Justice for Stephon Clark must come with righting injustice
Now that Stephon Clark’s family has laid him to rest, many will want a return to normalcy in Sacramento. It’s time to move on with our lives, they’ll say, and put this dark chapter behind us. That would be an injustice, and a civic mistake.
The questionable shooting of Clark in his grandparents’ backyard two weeks ago has prompted not just outrage at law enforcement, but also an important discussion about race, poverty and inequity – and the policy choices that have left them to fester in neighborhoods like Meadowview, where many residents believe “disadvantage” has become an excuse for overly aggressive policing.
The City Council opened the floodgates when it held a forum last week to try to rebuild trust between police and the public. Hundreds of people showed up, most of them angry and from poor black neighborhoods.
They had a long list of grievances. They complained about the escalating price of housing, stagnant wages and the lack of decent jobs. Others griped about the paucity of investment in their neighborhoods the failing schools, the underfunded community centers while downtown and midtown enjoy spruced-up parks, new grocery stores, hospitals and health clinics, and trendy restaurants and bars. The disparity is an insult, they said, when majority-black neighborhoods struggle with crime and child deaths.
“This city is killing us,” Malaki Seku-Amen, founder of the California Urban Partnership, shouted at the council. Echoed Tanya Faison of Black Lives Matter Sacramento: “It feels like genocide.”
Their cries are not unheard. City Councilman Jay Schenirer, whose district includes rapidly gentrifying Oak Park, shared the frustration in an email to his constituents on Thursday, while also admitting, “I do not have the answers.”

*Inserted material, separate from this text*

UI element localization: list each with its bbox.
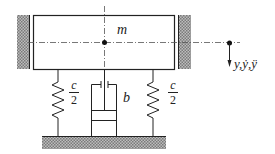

“I hear your demands for equitable treatment, processes, resources, and access for all Sacramentans. How do we bring equitable investments and adequate resources to our struggling neighborhoods? How do we make sure any investments made in these communities directly benefit those for whom they are intended?”
It has been a quandary as Sacramento has rebounded unevenly from the Great Recession. Former Mayor Kevin Johnson’s push to make Sacramento a “world-class city,” brought jobs and development, but its visible benefits were mostly downtown. Under his direction, the city sunk $255 million in subsidies into the sparkling Golden 1 Center to keep the Kings from leaving town, and Steinberg has, understandably, maintained that investment.
There are plans to spend another $90 million to expand the Sacramento Convention Center, $83 million to renovate Community Center Theater and another $30 million to open the Powerhouse Science Center. Taxpayers also invested $48 million into the downtown railyard, laying the foundation for a possible Major League Soccer stadium.
These amenities are sure to be a boon for Sacramento’s future, but in the category of no good deed going unpunished, they also have made the city more attractive to affluent Bay Area residents, who are moving here in droves and driving up the cost of housing. So is it any wonder residents of Meadowview, Del Paso Heights, Oak Park, North Highlands, Arden Arcade, Fruitridge and Valley Hi feel left behind?
The city’s operating budget also is a bastion of inequity. When voters approved Measure U in 2012 a half cent sales tax hike to restore budget cuts forced by the recession the vast majority of the money went to the police and fire departments. In the current budget, more than $35 million is going to police and fire, and only about $2.6 million to community centers, neighborhood services and programs for teens.
During his first year as mayor, Steinberg’s highest-profile initiatives focused on reducing homelessness, a long-neglected problem to which Steinberg could bring expertise, but again, an effort that primarily addressed the needs of residents and businesses downtown and in midtown. More recently, he has been out front on protecting immigrants from the Trump administration.
You can hardly blame him; both are urgent and expensive public policy challenges. But he must now also confront Sacramento’s yawning economic divide. On Tuesday, he told residents who came to the public forum that “you will be heard, and we will be listening.”
But he and the City Council must do more than listen. They need to come up with a smart plan, and make sure there’s enough staff and money to execute it. The business community must step up, too.